A British television producer, Crispin Leyser, who lives in Los Angeles and trains poker players with his wife, has filed a lawsuit claiming Mr. Gold reneged on a deal to split his winnings, leading a judge in Las Vegas temporarily to freeze half of his $12 million purse.
Then, Mr. Gold’s instant stardom made him a target of gossip blogs, where anonymous postings accused him of exaggerating his Hollywood credentials, much to his chagrin. “Why would I make up my previous life?” he fumed in a recent interview.
UPON his return to Los Angeles, Mr. Gold felt it necessary to hop from hotel to hotel under assumed names, tailed by security guards, still concerned about the murky threats. He hasn’t gone back to his Malibu home (he’s currently visiting his parents in Paramus, N.J.) because neighbors and friends alerted him to “shady characters” lurking around. Paparazzi, perhaps, but Mr. Gold isn’t taking chances.
Mr. Gold, who brought to No-Limit Texas Hold’em his aggressive, talkative style — and his befitting name — chalked it up to his new status as a poker celebrity, which is bound to grow as ESPN broadcasts replays of the tournament through Sept. 26.
“It’s sad what’s happened around me, but I still look at this as a huge accomplishment,” he said last month from his suite at the Raffles L’Ermitage hotel in Beverly Hills, one of his temporary luxury homes. But even in the world of bluffs, high stakes and stare-downs — poker, not Hollywood — Mr. Gold’s travails, and some of his behavior, have left many scratching their heads.
“People were perplexed, and that is still the reaction with the lawsuit and all the other things,” said Gary Thompson, the spokesman for the 37-year-old World Series of Poker, a property of Harrah’s Entertainment.
The security detail, for one thing, certainly raised eyebrows.
Poker players under guard are unusual. “It’s not rock-star land,” said Phil Gordon, a pro player and television analyst who did commentary for ESPN during the World Series. “We don’t travel with our posses.”
After Mr. Gold crushed the competition in the World Series’ main event, he did something even more out of character for a poker winner: he left the money at the cage. World Series officials said that among 873 players who shared in the $82.5 million overall prize, Mr. Gold was the only one to walk away without his money. Mr. Gold, who is single, said he was waiting on tax advisers to recommend the best way to handle the money, the bulk of which he says will go to the care of his father, who suffers from Lou Gehrig’s disease.
As late as last week, he was cagey about revealing that he later collected the money, claiming in an interview he had not touched it, though officials at the Rio hotel said he had been wired the uncontested amount of $5,945,000 on Aug. 24.
(Mr. Gold later explained that it has been put in a trust while he deals with the tax issues.)
While marching to his own drummer, Mr. Gold easily fits in today’s poker scene, say some who follow the game. Amateurs now vastly outnumber the pros at tournaments, said Matthew Parvis, managing editor of the poker magazine Bluff, and the new breed of poker player tends to be young, brash and ego-driven.

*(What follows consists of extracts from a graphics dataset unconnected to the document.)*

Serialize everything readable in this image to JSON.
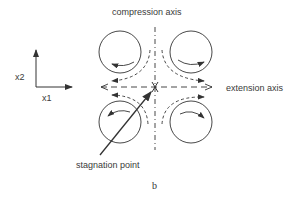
{
  "labels": {
    "compression_axis": "compression axis",
    "extension_axis": "extension axis",
    "stagnation_point": "stagnation point",
    "x1": "x1",
    "x2": "x2",
    "caption": "b"
  },
  "colors": {
    "stroke": "#333333"
  }
}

Mr. Gold, who grew up in New York and New Jersey, said he played cards all his life. His grandfather was a gin rummy champion, but he didn’t think of becoming a serious player until seeing the 1998 movie “Rounders,” in which Matt Damon plays a reformed gambler who returns to high-stakes poker to help a friend pay off a debt.
Up to then, Mr. Gold had worked as a talent agent and manager. In the early 1990’s, he counted James Gandolfini and Jimmy Fallon among his clients, and at one point led his own talent management firms. A year ago he folded his latest firm into Buzznation, a television production company of branded entertainment, and is about to start auditions for “Hottest Mom in America,” a yet-to-be-sold reality show.
Over the last two and a half years, Mr. Gold said, he honed his poker skills at card clubs around Los Angeles, at Las Vegas hotels and in tournaments. He started devoting 30 hours a week to playing and had backers with whom he would split winnings. And he befriended Johnny Chan, who won two World Series tournaments back to back in the late 1980’s and became a mentor.
“He’s an extremely smart person,” said Mr. Chan, 49, who coached Mr. Gold in the latest World Series. “He plays more hands than normal people. He knows his opponents.”
For the World Series of Poker’s main event, Mr. Gold gobbled bowls of blueberries, which he calls his brain food, and took the chip lead early. He held on to it, sitting down at the final table with more than $26 million in chips.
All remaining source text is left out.